Family finds success on fishing opener

By Greg Seubert
Langlade – One minute, Ally Schmidli needed a little help from her dad with a snagged lure.
The next minute, she was reeling in a feisty brown trout that fell for her Rooster Tail spinner bait.
Schmidli, her dad, Eric, and brother, Dylan, had the west shore of the Wolf River in eastern Langlade County to themselves May 5 during Wisconsin’s inland fishing opener.
Eric landed Ally’s fish with a trout net before releasing it back into the river.
While anglers throughout northern Wisconsin found their favorite fishing holes covered in ice for the opener, the Schmidlis had plenty of open water in front of them.
Other teenagers took advantage of a Saturday morning to sleep in, Ally, 13, a seventh-grader at Shattuck Middle School in Neenah, and Dylan, 15, a freshman at Neenah High School, were up early just down the road from their cabin near Langlade in the Chequamegon-Nicolet National Forest.
“We’re here for trout: brooks, browns, rainbows,” Dylan said.
Ally, however, started the day by catching a smallmouth bass.
This year’s opener came three weeks after a snowstorm that dropped more than 2 feet of snow throughout much of Wisconsin.
“It’s nice to not have snow everywhere,” Ally said.
The stretch of the Wolf the Schmidlis fished is a popular tubing, rafting and kayaking destination during the summer, but they had the river to themselves.
Besides trout and smallmouth, the Wolf, which flows for more than 100 miles from Pine Lake near Crandon to Winneconne, is home to one of Wisconsin’s most diverse fisheries.
The river also includes largemouth bass, northern pike, musky, walleye and numerous species of panfish and forage minnows.
Trout are common in the stretch of the river that flows through Langlade County, while walleye, northern pike, musky and bass are generally found in the river’s upper stretch from the Post Lake dam downstream to Lily. The lower stretch of the river, from Shiocton downstream to Lake Poygan, is home to annual walleye and white bass runs that attract anglers from throughout the Midwest.
“I started coming here when I was 9,” Dylan said. “It feels great. I’ve been locked up in my room all winter, so it’s nice to get back out here.”
He and his dad used to trout fish a stretch of the Tomorrow River between Waupaca and Amherst before the family purchased their cabin.
“It’s not like you’re in the city,” Dylan said. “You’re away from everything. You detach yourself from everything else.”
Greg Seubert covers sports for the Waupaca County Post, a Multi-Media Channels publication.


[Work task] Set the listing down again in full, word for word, with the pictures left out.

BEGIN

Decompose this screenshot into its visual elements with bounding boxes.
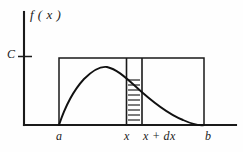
x-tick-label-x-plus-dx: x + dx <box>143 130 176 142</box>
x-tick-label-x: x <box>124 130 129 142</box>
y-tick-label-c: C <box>7 48 15 60</box>
y-axis-label: f ( x ) <box>30 8 61 21</box>
function-curve <box>59 67 204 125</box>
x-tick-label-b: b <box>205 130 211 142</box>
x-tick-label-a: a <box>56 130 62 142</box>
x-plus-d-prefix: x + d <box>143 129 170 143</box>
figure-container: f ( x ) C a x x + dx b <box>0 0 243 152</box>
dx-variable-suffix: x <box>170 129 176 143</box>
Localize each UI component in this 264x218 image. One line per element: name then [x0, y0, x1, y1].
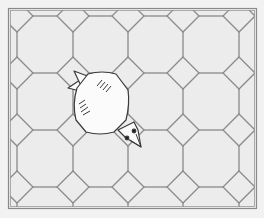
- eye-icon: [125, 136, 129, 140]
- board-background: [8, 8, 257, 209]
- game-board[interactable]: [0, 0, 264, 218]
- eye-icon: [132, 129, 136, 133]
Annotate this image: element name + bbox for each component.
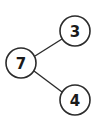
number-bond-diagram: 7 3 4 [0, 0, 105, 127]
whole-value: 7 [16, 55, 26, 73]
part-node-bottom: 4 [60, 85, 90, 115]
edge-whole-to-part-4 [34, 71, 62, 92]
whole-node: 7 [6, 48, 36, 78]
part-node-top: 3 [60, 16, 90, 46]
part-value-bottom: 4 [70, 92, 80, 110]
part-value-top: 3 [70, 23, 80, 41]
edge-whole-to-part-3 [35, 39, 62, 56]
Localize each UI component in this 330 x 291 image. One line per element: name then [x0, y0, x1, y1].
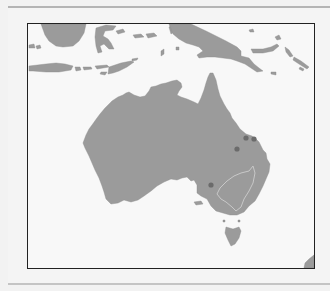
new-britain-island [251, 44, 279, 53]
sunda-island [132, 58, 138, 61]
new-guinea-landmass [169, 24, 263, 72]
sunda-island [161, 49, 164, 56]
tasmania [225, 227, 241, 246]
kangaroo-island [194, 201, 203, 205]
island [29, 44, 35, 48]
map-marker[interactable] [234, 146, 239, 151]
sunda-island [83, 67, 92, 70]
island [249, 29, 254, 32]
australia-mainland [83, 73, 270, 215]
sunda-island [75, 67, 81, 71]
map-marker[interactable] [208, 182, 213, 187]
sunda-island [95, 65, 109, 69]
island [238, 220, 240, 222]
map-svg [28, 24, 314, 268]
sunda-island [100, 72, 107, 75]
java-island [29, 63, 73, 72]
solomon-island [299, 67, 304, 71]
sulawesi-landmass [95, 25, 116, 53]
island [133, 34, 144, 38]
new-zealand-partial [304, 255, 314, 268]
map-marker[interactable] [243, 135, 248, 140]
timor-island [108, 61, 134, 74]
island [271, 72, 276, 75]
island [146, 33, 157, 38]
island [275, 35, 281, 40]
island [36, 45, 41, 49]
bottom-rule [8, 283, 330, 285]
sunda-island [176, 47, 179, 50]
island [223, 220, 225, 222]
solomon-island [293, 57, 309, 69]
map-frame[interactable] [27, 23, 315, 269]
island [116, 29, 125, 34]
borneo-landmass [41, 24, 86, 47]
solomon-island [285, 47, 293, 57]
map-marker[interactable] [251, 136, 256, 141]
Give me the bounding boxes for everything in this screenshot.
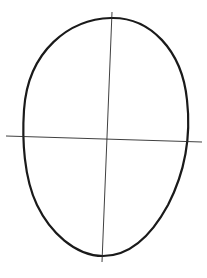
head-sketch-canvas xyxy=(0,0,207,278)
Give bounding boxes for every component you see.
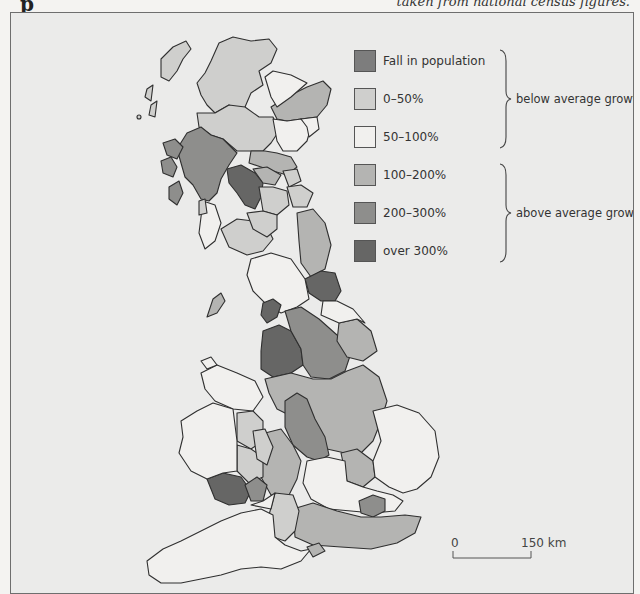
legend-swatch-200-300 xyxy=(354,202,376,224)
map-region xyxy=(297,209,331,277)
legend-swatch-0-50 xyxy=(354,88,376,110)
map-region xyxy=(321,301,365,323)
legend-label: Fall in population xyxy=(383,54,485,68)
legend-swatch-over-300 xyxy=(354,240,376,262)
legend-swatch-50-100 xyxy=(354,126,376,148)
legend-item-over-300: over 300% xyxy=(354,239,448,263)
legend-swatch-fall xyxy=(354,50,376,72)
map-region xyxy=(287,185,313,207)
map-region xyxy=(137,115,141,119)
legend-item-0-50: 0–50% xyxy=(354,87,423,111)
brace-icon-below xyxy=(498,49,512,149)
map-region xyxy=(179,403,237,479)
legend-label: 200–300% xyxy=(383,206,446,220)
legend-swatch-100-200 xyxy=(354,164,376,186)
scale-start-label: 0 xyxy=(451,536,459,550)
scale-bar: 0 150 km xyxy=(449,536,599,566)
map-region xyxy=(261,299,281,323)
map-region xyxy=(199,199,207,215)
legend-item-100-200: 100–200% xyxy=(354,163,446,187)
legend-label: 50–100% xyxy=(383,130,439,144)
map-region xyxy=(169,181,183,205)
legend-label: over 300% xyxy=(383,244,448,258)
map-figure-frame: Fall in population 0–50% 50–100% 100–200… xyxy=(10,12,634,594)
caption-fragment-right: taken from national census figures. xyxy=(397,0,630,9)
map-region xyxy=(161,41,191,81)
map-region xyxy=(283,169,301,187)
map-region xyxy=(145,85,153,101)
scale-end-label: 150 km xyxy=(521,536,566,550)
group-label-below-average: below average growth xyxy=(516,92,634,106)
legend-item-50-100: 50–100% xyxy=(354,125,439,149)
legend-item-fall: Fall in population xyxy=(354,49,485,73)
scale-line-icon xyxy=(449,550,539,560)
brace-icon-above xyxy=(498,163,512,263)
map-region xyxy=(207,293,225,317)
legend-label: 0–50% xyxy=(383,92,423,106)
map-region xyxy=(161,157,177,177)
group-label-above-average: above average growth xyxy=(516,206,634,220)
legend-label: 100–200% xyxy=(383,168,446,182)
legend-item-200-300: 200–300% xyxy=(354,201,446,225)
map-region xyxy=(149,101,157,117)
map-region xyxy=(197,37,277,113)
map-region xyxy=(373,405,439,493)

END

[Result below]
Decompose this screenshot into its visual elements with bounding boxes.
x-tick-label-x-plus-dx: x + dx <box>143 130 176 142</box>
x-tick-label-x: x <box>124 130 129 142</box>
y-tick-label-c: C <box>7 48 15 60</box>
y-axis-label: f ( x ) <box>30 8 61 21</box>
function-curve <box>59 67 204 125</box>
x-tick-label-b: b <box>205 130 211 142</box>
x-tick-label-a: a <box>56 130 62 142</box>
x-plus-d-prefix: x + d <box>143 129 170 143</box>
figure-container: f ( x ) C a x x + dx b <box>0 0 243 152</box>
dx-variable-suffix: x <box>170 129 176 143</box>
Localize each UI component in this 264x218 image. One line per element: name then [x0, y0, x1, y1].
- eye-icon: [125, 136, 129, 140]
- board-background: [8, 8, 257, 209]
- game-board[interactable]: [0, 0, 264, 218]
- eye-icon: [132, 129, 136, 133]
Annotate this image: element name + bbox for each component.
number-bond-diagram: 7 3 4 [0, 0, 105, 127]
whole-value: 7 [16, 55, 26, 73]
part-node-bottom: 4 [60, 85, 90, 115]
edge-whole-to-part-4 [34, 71, 62, 92]
whole-node: 7 [6, 48, 36, 78]
part-node-top: 3 [60, 16, 90, 46]
part-value-bottom: 4 [70, 92, 80, 110]
part-value-top: 3 [70, 23, 80, 41]
edge-whole-to-part-3 [35, 39, 62, 56]
Localize each UI component in this 330 x 291 image. One line per element: name then [x0, y0, x1, y1].
new-britain-island [251, 44, 279, 53]
sunda-island [132, 58, 138, 61]
new-guinea-landmass [169, 24, 263, 72]
sunda-island [161, 49, 164, 56]
tasmania [225, 227, 241, 246]
kangaroo-island [194, 201, 203, 205]
island [29, 44, 35, 48]
map-marker[interactable] [234, 146, 239, 151]
sunda-island [83, 67, 92, 70]
island [249, 29, 254, 32]
australia-mainland [83, 73, 270, 215]
sunda-island [75, 67, 81, 71]
map-marker[interactable] [208, 182, 213, 187]
sunda-island [95, 65, 109, 69]
island [238, 220, 240, 222]
map-svg [28, 24, 314, 268]
sunda-island [100, 72, 107, 75]
java-island [29, 63, 73, 72]
solomon-island [299, 67, 304, 71]
sulawesi-landmass [95, 25, 116, 53]
island [133, 34, 144, 38]
new-zealand-partial [304, 255, 314, 268]
map-marker[interactable] [243, 135, 248, 140]
timor-island [108, 61, 134, 74]
island [271, 72, 276, 75]
island [146, 33, 157, 38]
island [275, 35, 281, 40]
island [36, 45, 41, 49]
bottom-rule [8, 283, 330, 285]
sunda-island [176, 47, 179, 50]
island [223, 220, 225, 222]
solomon-island [293, 57, 309, 69]
map-frame[interactable] [27, 23, 315, 269]
island [116, 29, 125, 34]
borneo-landmass [41, 24, 86, 47]
solomon-island [285, 47, 293, 57]
map-marker[interactable] [251, 136, 256, 141]
Give me the bounding boxes for everything in this screenshot.
head-sketch-canvas xyxy=(0,0,207,278)
Give bounding boxes for every component you see.
legend-swatch-200-300 xyxy=(354,202,376,224)
map-region xyxy=(297,209,331,277)
legend-swatch-0-50 xyxy=(354,88,376,110)
map-region xyxy=(321,301,365,323)
legend-label: Fall in population xyxy=(383,54,485,68)
legend-swatch-over-300 xyxy=(354,240,376,262)
legend-swatch-50-100 xyxy=(354,126,376,148)
legend-item-over-300: over 300% xyxy=(354,239,448,263)
legend-swatch-fall xyxy=(354,50,376,72)
map-region xyxy=(287,185,313,207)
map-region xyxy=(137,115,141,119)
legend-item-0-50: 0–50% xyxy=(354,87,423,111)
brace-icon-below xyxy=(498,49,512,149)
map-region xyxy=(179,403,237,479)
legend-label: 200–300% xyxy=(383,206,446,220)
legend-swatch-100-200 xyxy=(354,164,376,186)
scale-start-label: 0 xyxy=(451,536,459,550)
scale-bar: 0 150 km xyxy=(449,536,599,566)
map-region xyxy=(261,299,281,323)
map-region xyxy=(199,199,207,215)
legend-item-100-200: 100–200% xyxy=(354,163,446,187)
legend-label: 50–100% xyxy=(383,130,439,144)
map-region xyxy=(169,181,183,205)
legend-label: over 300% xyxy=(383,244,448,258)
map-figure-frame: Fall in population 0–50% 50–100% 100–200… xyxy=(10,12,634,594)
caption-fragment-right: taken from national census figures. xyxy=(397,0,630,9)
map-region xyxy=(161,41,191,81)
map-region xyxy=(283,169,301,187)
map-region xyxy=(145,85,153,101)
scale-end-label: 150 km xyxy=(521,536,566,550)
group-label-below-average: below average growth xyxy=(516,92,634,106)
legend-item-50-100: 50–100% xyxy=(354,125,439,149)
legend-item-fall: Fall in population xyxy=(354,49,485,73)
scale-line-icon xyxy=(449,550,539,560)
brace-icon-above xyxy=(498,163,512,263)
map-region xyxy=(207,293,225,317)
legend-label: 0–50% xyxy=(383,92,423,106)
map-region xyxy=(161,157,177,177)
group-label-above-average: above average growth xyxy=(516,206,634,220)
legend-label: 100–200% xyxy=(383,168,446,182)
legend-item-200-300: 200–300% xyxy=(354,201,446,225)
map-region xyxy=(149,101,157,117)
map-region xyxy=(197,37,277,113)
map-region xyxy=(373,405,439,493)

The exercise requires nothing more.